Amanecer rides the train to Tequila in the morning (9 am departure, tasting onboard, bus return in the evening). Atardecer buses to Tequila in the morning and rides the train home in the evening. Most travelers prefer Atardecer because drinking tequila on a moving train feels better at golden hour than at 9 am, and the sunset lighting on the agave landscape during the return is genuinely beautiful. Amanecer has one advantage: it allows you to add a private return with a cantarito stop, since you’re not constrained by the evening train schedule.
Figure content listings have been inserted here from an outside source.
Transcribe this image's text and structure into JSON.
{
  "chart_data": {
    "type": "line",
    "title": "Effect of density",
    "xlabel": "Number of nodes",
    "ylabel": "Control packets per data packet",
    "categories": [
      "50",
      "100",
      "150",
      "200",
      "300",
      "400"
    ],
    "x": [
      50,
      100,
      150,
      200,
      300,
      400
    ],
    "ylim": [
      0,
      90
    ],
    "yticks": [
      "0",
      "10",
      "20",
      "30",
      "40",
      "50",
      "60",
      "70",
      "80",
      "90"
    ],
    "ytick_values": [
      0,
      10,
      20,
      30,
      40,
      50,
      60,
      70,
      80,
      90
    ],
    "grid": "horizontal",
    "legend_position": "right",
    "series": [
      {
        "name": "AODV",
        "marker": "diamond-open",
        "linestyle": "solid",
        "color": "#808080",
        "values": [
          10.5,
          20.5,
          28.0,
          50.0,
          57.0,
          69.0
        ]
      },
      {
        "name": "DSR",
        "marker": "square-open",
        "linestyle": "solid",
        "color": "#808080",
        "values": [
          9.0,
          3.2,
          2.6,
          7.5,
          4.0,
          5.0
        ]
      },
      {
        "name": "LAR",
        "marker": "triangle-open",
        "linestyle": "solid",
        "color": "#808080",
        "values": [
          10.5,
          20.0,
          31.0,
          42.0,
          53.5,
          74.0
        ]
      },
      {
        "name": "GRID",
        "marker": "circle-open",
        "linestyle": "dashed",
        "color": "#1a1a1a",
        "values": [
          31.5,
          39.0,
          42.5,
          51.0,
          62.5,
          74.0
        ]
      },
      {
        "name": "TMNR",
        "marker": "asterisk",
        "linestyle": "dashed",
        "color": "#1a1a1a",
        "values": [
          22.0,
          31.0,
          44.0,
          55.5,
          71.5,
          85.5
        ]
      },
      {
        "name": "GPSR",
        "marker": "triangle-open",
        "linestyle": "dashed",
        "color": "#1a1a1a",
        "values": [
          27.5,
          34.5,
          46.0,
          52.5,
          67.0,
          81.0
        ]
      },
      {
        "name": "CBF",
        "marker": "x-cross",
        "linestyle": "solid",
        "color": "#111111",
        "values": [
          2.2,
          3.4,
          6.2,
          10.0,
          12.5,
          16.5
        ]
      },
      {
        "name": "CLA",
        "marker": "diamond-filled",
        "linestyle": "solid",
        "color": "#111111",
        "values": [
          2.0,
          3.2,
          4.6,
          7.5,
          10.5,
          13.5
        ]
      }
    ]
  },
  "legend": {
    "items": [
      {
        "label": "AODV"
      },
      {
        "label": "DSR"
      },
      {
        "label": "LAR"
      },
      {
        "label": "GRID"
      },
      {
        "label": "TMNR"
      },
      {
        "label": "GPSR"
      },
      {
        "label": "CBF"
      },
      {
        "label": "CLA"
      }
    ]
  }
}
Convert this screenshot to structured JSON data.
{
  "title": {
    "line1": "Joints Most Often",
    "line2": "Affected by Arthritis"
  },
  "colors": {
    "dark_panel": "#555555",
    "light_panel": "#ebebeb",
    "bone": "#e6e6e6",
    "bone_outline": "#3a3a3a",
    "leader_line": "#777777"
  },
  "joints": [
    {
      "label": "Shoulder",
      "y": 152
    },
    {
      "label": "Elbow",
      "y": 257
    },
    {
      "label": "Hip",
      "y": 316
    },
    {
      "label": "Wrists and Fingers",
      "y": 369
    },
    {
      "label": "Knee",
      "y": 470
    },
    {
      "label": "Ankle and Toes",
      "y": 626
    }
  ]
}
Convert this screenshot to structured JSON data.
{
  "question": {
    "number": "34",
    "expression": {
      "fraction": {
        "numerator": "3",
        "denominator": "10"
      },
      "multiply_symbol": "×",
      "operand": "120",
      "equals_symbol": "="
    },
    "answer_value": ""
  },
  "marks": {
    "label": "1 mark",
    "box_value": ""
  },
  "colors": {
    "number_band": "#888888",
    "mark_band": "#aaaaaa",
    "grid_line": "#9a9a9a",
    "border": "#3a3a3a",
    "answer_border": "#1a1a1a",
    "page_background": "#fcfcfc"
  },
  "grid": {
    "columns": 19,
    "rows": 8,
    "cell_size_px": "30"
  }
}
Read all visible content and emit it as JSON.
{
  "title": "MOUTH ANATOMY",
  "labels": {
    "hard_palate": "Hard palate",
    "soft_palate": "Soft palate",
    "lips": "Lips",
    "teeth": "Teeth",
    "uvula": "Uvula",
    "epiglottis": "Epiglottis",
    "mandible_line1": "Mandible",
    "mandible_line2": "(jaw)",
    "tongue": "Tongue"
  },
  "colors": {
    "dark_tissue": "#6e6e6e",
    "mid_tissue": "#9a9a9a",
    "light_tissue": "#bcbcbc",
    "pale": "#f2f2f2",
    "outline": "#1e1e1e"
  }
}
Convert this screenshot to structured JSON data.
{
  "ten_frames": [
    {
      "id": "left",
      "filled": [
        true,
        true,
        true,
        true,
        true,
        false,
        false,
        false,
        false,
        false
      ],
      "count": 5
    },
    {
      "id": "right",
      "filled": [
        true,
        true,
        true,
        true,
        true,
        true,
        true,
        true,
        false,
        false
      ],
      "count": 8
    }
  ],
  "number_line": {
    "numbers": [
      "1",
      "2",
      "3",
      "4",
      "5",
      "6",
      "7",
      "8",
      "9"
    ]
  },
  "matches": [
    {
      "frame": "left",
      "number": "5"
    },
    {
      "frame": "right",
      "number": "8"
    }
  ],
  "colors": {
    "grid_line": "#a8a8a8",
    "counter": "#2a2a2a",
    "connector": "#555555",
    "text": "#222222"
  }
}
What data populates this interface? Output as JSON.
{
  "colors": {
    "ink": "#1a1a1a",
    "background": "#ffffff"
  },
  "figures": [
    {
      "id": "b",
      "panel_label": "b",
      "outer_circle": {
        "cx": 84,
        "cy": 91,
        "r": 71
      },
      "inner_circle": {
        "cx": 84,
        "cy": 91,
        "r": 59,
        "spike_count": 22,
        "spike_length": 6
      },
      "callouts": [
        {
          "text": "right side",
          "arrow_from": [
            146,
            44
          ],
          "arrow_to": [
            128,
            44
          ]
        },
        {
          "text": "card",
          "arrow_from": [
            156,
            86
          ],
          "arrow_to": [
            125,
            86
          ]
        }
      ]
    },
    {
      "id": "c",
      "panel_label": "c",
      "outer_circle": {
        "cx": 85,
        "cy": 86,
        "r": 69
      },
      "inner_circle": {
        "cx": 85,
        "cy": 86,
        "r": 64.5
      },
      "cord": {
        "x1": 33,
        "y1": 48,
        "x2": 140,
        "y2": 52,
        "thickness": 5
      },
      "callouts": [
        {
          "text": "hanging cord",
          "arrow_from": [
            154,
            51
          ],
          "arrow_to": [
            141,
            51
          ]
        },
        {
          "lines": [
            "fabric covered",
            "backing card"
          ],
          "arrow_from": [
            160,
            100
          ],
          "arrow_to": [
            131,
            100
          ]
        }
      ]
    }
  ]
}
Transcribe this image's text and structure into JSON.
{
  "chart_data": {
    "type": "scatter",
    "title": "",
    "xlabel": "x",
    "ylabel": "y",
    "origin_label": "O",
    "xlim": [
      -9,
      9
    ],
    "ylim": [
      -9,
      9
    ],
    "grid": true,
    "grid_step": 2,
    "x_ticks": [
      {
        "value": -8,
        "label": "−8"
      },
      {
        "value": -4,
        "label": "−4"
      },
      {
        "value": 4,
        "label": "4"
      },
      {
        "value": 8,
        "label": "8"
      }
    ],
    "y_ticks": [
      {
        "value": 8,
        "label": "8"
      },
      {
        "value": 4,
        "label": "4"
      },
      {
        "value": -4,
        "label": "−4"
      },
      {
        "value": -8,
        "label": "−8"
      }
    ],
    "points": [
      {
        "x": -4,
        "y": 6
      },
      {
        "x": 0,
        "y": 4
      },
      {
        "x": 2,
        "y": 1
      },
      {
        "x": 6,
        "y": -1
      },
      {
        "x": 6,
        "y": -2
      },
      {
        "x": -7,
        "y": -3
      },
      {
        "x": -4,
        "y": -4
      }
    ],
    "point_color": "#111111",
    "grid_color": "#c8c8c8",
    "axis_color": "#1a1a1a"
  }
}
Yes. During peak season (November through May), Saturday dates on the higher wagon classes sell out one to three weeks in advance. The Express wagon typically has more availability. Book directly at mundocuervo.com for the best prices, as third-party OTA platforms often charge significant markups on the same ticket. If you’re booking through a tour operator, confirm whether the price includes hotel pickup and private return, which improve the overall experience considerably.
Not Sure Which Format Is Right for Your Trip?
We’ve been running both the Jose Cuervo Express train experience and regular guided distillery tours from Guadalajara since 2011, over 8,200 travelers through both formats. Tell us what you’re celebrating or what you’re hoping to experience, and we’ll give you an honest recommendation that fits your actual goals.